Posted August 24, 2018

- Most computer users don't have optical drives any more.
- Publishers & devs choose not to make physical copies available because doing so means less profits for them (they have to print the discs, then give a cut to the retail store middlemen), etc.
- In the last few years before physical PC games stopped being sold, most of them were useless garbage anyway because the physical copies still were tied to the cancer that is Steam DRM, which made their technical existence as a physical copy an irrelevant moot point.
- In the years before that Steam infestation, instead of big beautiful boxes featuring glorious artwork, all physical boxes started to become tiny & underwhelming & not shelf-worthy.
- Ditto for devs/publishers skimping on manuals, which also used to be big & beautiful and full of lore and extraneous fluff that is not just about playing about the game. Instead they devolved either to having no manual at all, or a useless one that is only a few pages long.
I'd love for DRM-free physical games to be a thing, but that's simply never going to happen in reality. History went a different way, and it can't be reversed.
1. You can put a game copy on flash drive, SD card and so on.
2. So? It's the choice. If people will be willing to pay for boxes (and they will if the contents would be worth it) devs can do that.
3. Obviously games can be sold without DRM - GOG is the prime example.
4. But there are still "collectors editions" and similar things even today.
5. I's basically #4 again.
Bottom line. It is still possible (and even reasonable) for some devs/publishers to make physical copies and sell them. Sure, those amount will be quite limited and their price will be high. Basically it will be "collectors edition" with full game on some drive inside. But it is still viable choice.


◆ TASK DIRECTIONS ◆
Repeat each entry exactly, but do not carry over the pictures.
■ ■ ■ ■ ■
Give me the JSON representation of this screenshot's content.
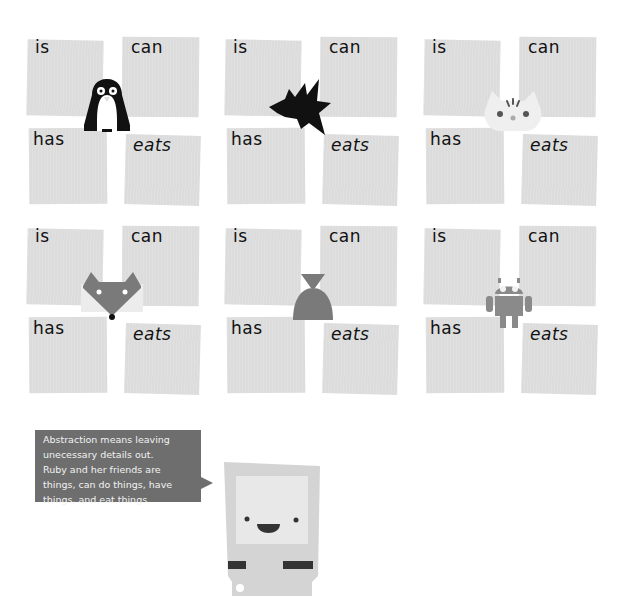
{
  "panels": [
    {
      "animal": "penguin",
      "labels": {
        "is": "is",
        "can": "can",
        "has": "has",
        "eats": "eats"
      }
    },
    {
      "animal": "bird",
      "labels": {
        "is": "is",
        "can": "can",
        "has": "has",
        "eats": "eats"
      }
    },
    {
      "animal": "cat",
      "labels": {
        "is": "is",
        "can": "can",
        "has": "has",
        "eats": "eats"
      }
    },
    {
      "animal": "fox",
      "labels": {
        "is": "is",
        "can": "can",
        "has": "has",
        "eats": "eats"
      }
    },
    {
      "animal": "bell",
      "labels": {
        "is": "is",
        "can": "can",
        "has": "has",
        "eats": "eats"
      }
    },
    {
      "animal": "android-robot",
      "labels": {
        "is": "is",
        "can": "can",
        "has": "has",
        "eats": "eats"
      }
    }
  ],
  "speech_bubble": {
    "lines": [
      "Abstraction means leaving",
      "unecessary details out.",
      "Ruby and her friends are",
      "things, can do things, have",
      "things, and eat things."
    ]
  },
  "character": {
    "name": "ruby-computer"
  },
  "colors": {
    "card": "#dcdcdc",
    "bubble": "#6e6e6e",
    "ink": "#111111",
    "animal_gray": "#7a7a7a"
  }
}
■ ■ ■ ■ ■
◆ SOLUTION BELOW ◆
Give me the JSON representation of this screenshot's content.
{
  "panels": [
    {
      "animal": "penguin",
      "labels": {
        "is": "is",
        "can": "can",
        "has": "has",
        "eats": "eats"
      }
    },
    {
      "animal": "bird",
      "labels": {
        "is": "is",
        "can": "can",
        "has": "has",
        "eats": "eats"
      }
    },
    {
      "animal": "cat",
      "labels": {
        "is": "is",
        "can": "can",
        "has": "has",
        "eats": "eats"
      }
    },
    {
      "animal": "fox",
      "labels": {
        "is": "is",
        "can": "can",
        "has": "has",
        "eats": "eats"
      }
    },
    {
      "animal": "bell",
      "labels": {
        "is": "is",
        "can": "can",
        "has": "has",
        "eats": "eats"
      }
    },
    {
      "animal": "android-robot",
      "labels": {
        "is": "is",
        "can": "can",
        "has": "has",
        "eats": "eats"
      }
    }
  ],
  "speech_bubble": {
    "lines": [
      "Abstraction means leaving",
      "unecessary details out.",
      "Ruby and her friends are",
      "things, can do things, have",
      "things, and eat things."
    ]
  },
  "character": {
    "name": "ruby-computer"
  },
  "colors": {
    "card": "#dcdcdc",
    "bubble": "#6e6e6e",
    "ink": "#111111",
    "animal_gray": "#7a7a7a"
  }
}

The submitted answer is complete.